Key Highlights
- Adjusted EPS of $1.96 beat consensus estimates, rising 16% year over year
- Net revenues reached $10.15 billion, up 9.1% on a reported basis
- International smoke-free gross profit grew nearly 20% organically
- Zyn US shipments declined due to inventory dynamics, not demand erosion
- Full-year adjusted EPS guidance maintained at $8.36 to $8.51
A Strong Quarter Defined by Structural Momentum
Philip Morris International (NYSE:PM) delivered a convincing first-quarter performance for 2026, with its accelerating transition toward smoke-free products driving results that exceeded analyst expectations across core profitability metrics. Shares closed up approximately 7% on April 22, reflecting investor confidence in the structural trajectory of the business rather than any single quarter's headline numbers.
Adjusted diluted earnings per share reached $1.96, surpassing consensus forecasts of approximately $1.83 to $1.89. Net revenues of $10.15 billion rose 9.1% on a reported basis and 2.7% organically, ahead of management's own forecast for broadly flat organic growth. Adjusted operating income grew 10%, while adjusted gross profit expanded to $6.9 billion, reflecting 3.8% organic growth and 70 basis points of margin improvement.
The quarter was not without friction. The US segment faced a difficult comparison period, and Zyn nicotine pouch shipments declined meaningfully. Yet the market's reaction suggested investors focused on what the results reveal about the company's longer-term earnings model rather than its near-term US complications.
IQOS Remains the Engine of International Profitability
The international smoke-free segment delivered a striking performance. In-market sales for IQOS grew nearly 11% in adjusted terms, with strong momentum across Europe, Japan, South Korea, and the newly launched Taiwan market, where IQOS captured approximately 6% national market share within one quarter of launch, reaching close to 8% share in Taipei by March.
International smoke-free gross profit expanded close to 30% in dollar terms, with segment gross margins exceeding 70%, an increase of 210 basis points year over year. This reflects the compounding effect of pricing actions, manufacturing productivity gains, and growing scale benefits on IQOS consumables.
The multi-category strategy continued to gain traction. VEEV reached joint number one position in Europe across 19 markets per Nielsen data, with quarterly shipments surpassing 1 billion equivalent units for the first time. International Zyn volumes, excluding the more mature Nordic markets, grew approximately 42% on a comparable basis. Meanwhile, the combustible segment demonstrated pricing discipline, with organic gross profit expanding 3.9% despite cigarette volume declines at the higher end of expectations.
US Business Faces Comparison Headwinds, Not Category Deterioration
Zyn shipments fell to 155 million cans in the quarter, declining sharply against a prior year period that included approximately 40 million cans of inventory rebuilding. Stripping out that base effect, the underlying shipment volume was closer to 175 million cans, broadly consistent with the 10% consumer offtake growth reported through Nielsen data.
Management separated inventory mechanics from consumer demand clearly. The company does not yet compete in the fastest-growing flavor and higher-nicotine strength segments of the US nicotine pouch market, a gap it expects to address through pending regulatory approvals, including the Zyn Ultra application currently under active scientific review by the FDA. Higher promotional investment and a normalising comparison base are expected to support progressively improved US performance through the second half of 2026.
Guidance Reaffirmed With Updated Currency Assumptions
Management reaffirmed full-year 2026 guidance for organic net revenue growth of 5% to 7% and organic operating income growth of 7% to 9%. Incorporating a currency tailwind now estimated at $0.25 at prevailing rates, full-year adjusted EPS guidance stands at $8.36 to $8.51, representing reported growth of approximately 11% to 13%.
For the second quarter, management guided for adjusted EPS of $2.02 to $2.07, alongside mid-single-digit organic net revenue growth. Japan's April excise-driven price increase will create near-term HTU in-market sales volatility as pantry loading effects reverse. Macro uncertainty, particularly related to the Middle East conflict, was cited in higher transport and input cost assumptions, though no material deterioration in consumer demand has been observed.
Conclusion
Philip Morris International's first quarter illustrates a business in structural transition that is beginning to harvest the financial returns of that shift. Pricing power, smoke-free mix, and currency tailwinds converged to deliver results well ahead of expectations, even as US headwinds and volume pressures persisted. With IQOS momentum broadening across geographies, innovation pipelines advancing, and full-year guidance intact, the near-term narrative is one of compounding earnings power. The more consequential question for investors is whether regulatory progress on Zyn Ultra and IQOS ILUMA in the US can extend that momentum into its largest remaining growth market.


▸ **Exercise aim**: Could you return each line from the one bearing "Describe the element" through the last line of the entries, exactly as it stands, with no pictures?

:: Provided information

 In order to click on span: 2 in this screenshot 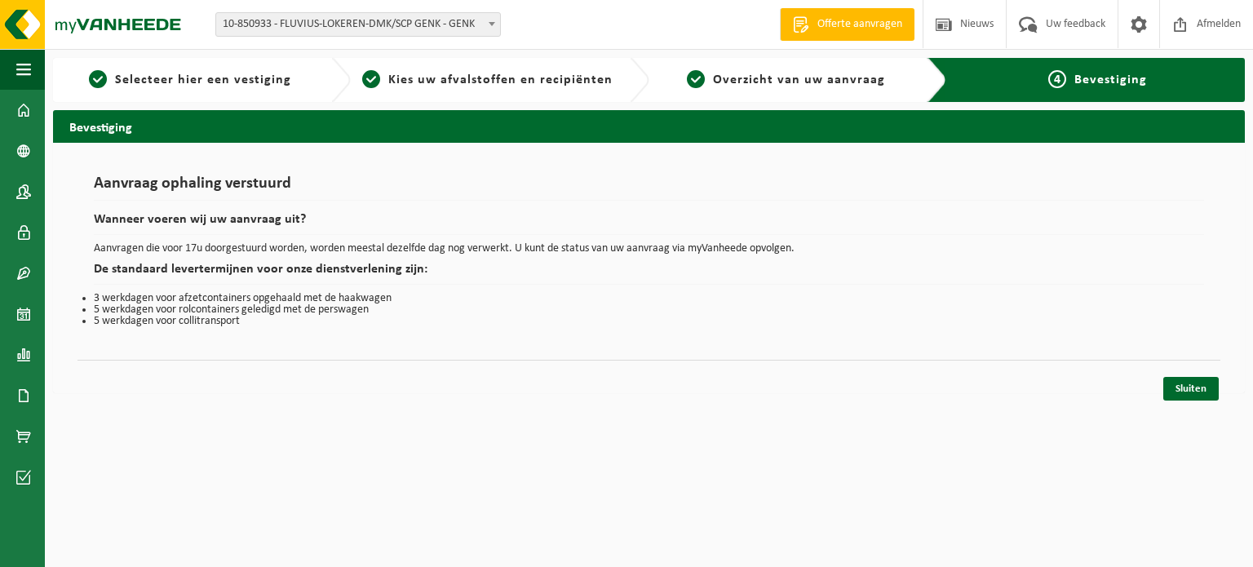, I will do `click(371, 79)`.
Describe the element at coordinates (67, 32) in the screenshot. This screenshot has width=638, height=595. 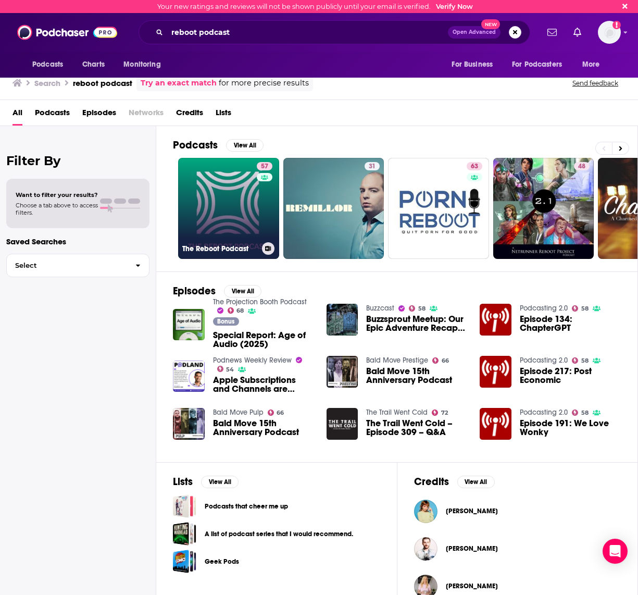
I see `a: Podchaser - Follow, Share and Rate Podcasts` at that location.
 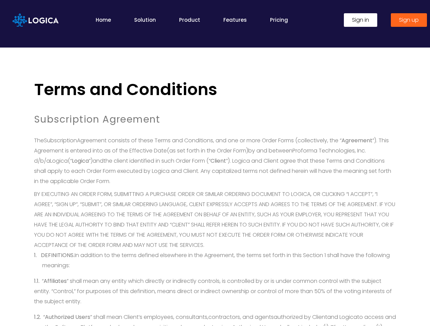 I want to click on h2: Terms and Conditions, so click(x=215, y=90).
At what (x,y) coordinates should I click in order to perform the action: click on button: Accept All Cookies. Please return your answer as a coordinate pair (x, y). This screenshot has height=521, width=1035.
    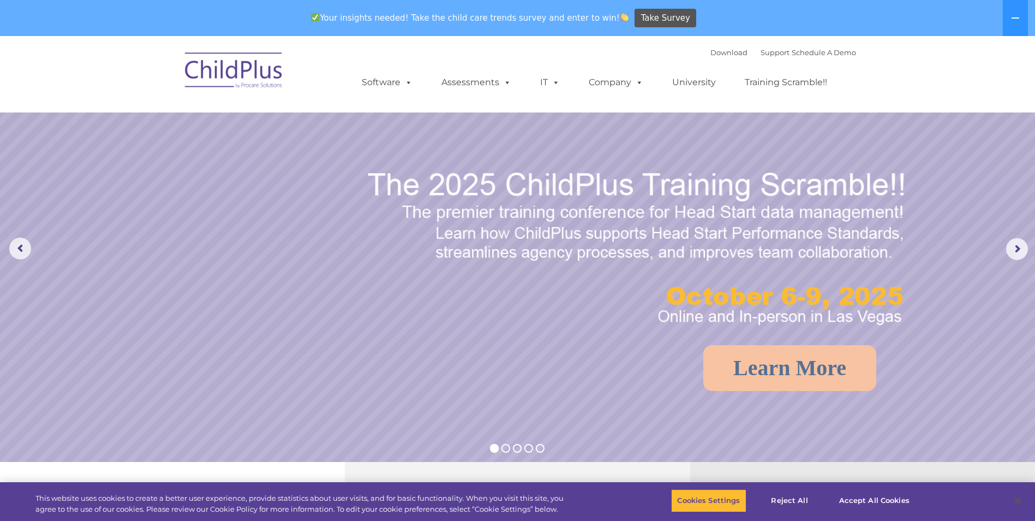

::::

▸ **Exercise response**:
Describe the element at coordinates (67, 32) in the screenshot. This screenshot has width=638, height=595. 
I see `a: Podchaser - Follow, Share and Rate Podcasts` at that location.
  I want to click on h2: Terms and Conditions, so click(x=215, y=90).
At what (x,y) coordinates should I click in order to perform the action: click on button: Accept All Cookies. Please return your answer as a coordinate pair (x, y). This screenshot has height=521, width=1035.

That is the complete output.